Saturday, September 24, 2011

Classic Year of College Rock

It’s the classic year of college rock — or perhaps more specifically, it’s the year that Minneapolis dominated the sound of America from the upper reaches of the Top 40 to the underground of college radio.
The former was all about Prince, who undercut his Purple Rain train by quickly releasing the Paisley Underground-accented Around the World in a Day while others, like Ready for the World, were ripping off his 1999 synth groove. The latter belonged to the Replacements and especially Hüsker Dü, who released the twin titans of Flip Your Wig and New Day Rising on the heels of ’84’s Zen Arcade. But it’s also the year that rap began to edge its way onto the charts and the year U.K. rock began to shake off the stylized threads of the New Romantics for murky guitars via the Smiths and Jesus and Mary Chain, modernistic rock countered by the rise of roots rock from America’s heartland and the pubs of Britain, where Dire Straits had a surprise smash hit. They all provide plenty of reasons to love 1985.
Even though I was a music-addicted teenager in the ’80s, I had no interest in the big three — rap, punk, and synth pop. Fortunately, that left me plenty of time to focus my adolescent adoration on individual bands/objects (like New Order, R.E.M., the Smiths, INXS, Bauhaus), and still leave plenty of time to hear a bit of the rapturous perfect pop still being aired on the radio (‘Til Tuesday, anyone?).
Producers had finally figured out how to reconcile the sterility of digital production with the presence and atmosphere that a good song requires. The result of this was magic — pop songs that sounded like nothing else heard before them, pop songs that you got lost inside (especially when you were listening on your Walkman).
There’s a long list of artists affected by this production aesthetic (even when you narrow it down to 1985), but those who nailed it, themselves or with outside help, included a variety of talents: Bryan Adams, Simple Minds, Phil Collins, Tears for Fears, a-ha, Scritti Politti, Madonna, Bruce Springsteen, the Power Station, Foreigner, Dire Straits, and Simply Red. Plus, of course, ‘Til Tuesday, whose “Voices Carry” was the clouded but strangely comforting song I listened to most on my Walkman that year.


### AIM OF THE TASK
In your copy, leave out the pictures; write out all the data exactly.

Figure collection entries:
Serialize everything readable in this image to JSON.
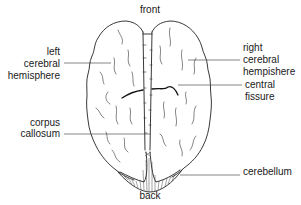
{
  "diagram": {
    "orientation": {
      "top": "front",
      "bottom": "back"
    },
    "labels": {
      "left_hemisphere": [
        "left",
        "cerebral",
        "hemisphere"
      ],
      "right_hemisphere": [
        "right",
        "cerebral",
        "hempishere"
      ],
      "central_fissure": [
        "central",
        "fissure"
      ],
      "corpus_callosum": [
        "corpus",
        "callosum"
      ],
      "cerebellum": [
        "cerebellum"
      ]
    },
    "colors": {
      "line": "#222222",
      "text": "#1a1a1a",
      "background": "#ffffff"
    }
  }
}
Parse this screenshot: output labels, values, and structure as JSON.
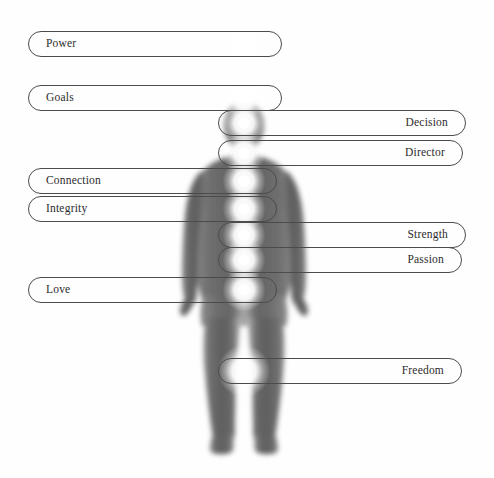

### EXERCISE OUTPUT
Serialize everything readable in this image to JSON.
{
  "diagram": {
    "orientation": {
      "top": "front",
      "bottom": "back"
    },
    "labels": {
      "left_hemisphere": [
        "left",
        "cerebral",
        "hemisphere"
      ],
      "right_hemisphere": [
        "right",
        "cerebral",
        "hempishere"
      ],
      "central_fissure": [
        "central",
        "fissure"
      ],
      "corpus_callosum": [
        "corpus",
        "callosum"
      ],
      "cerebellum": [
        "cerebellum"
      ]
    },
    "colors": {
      "line": "#222222",
      "text": "#1a1a1a",
      "background": "#ffffff"
    }
  }
}
Parse this screenshot: output labels, values, and structure as JSON.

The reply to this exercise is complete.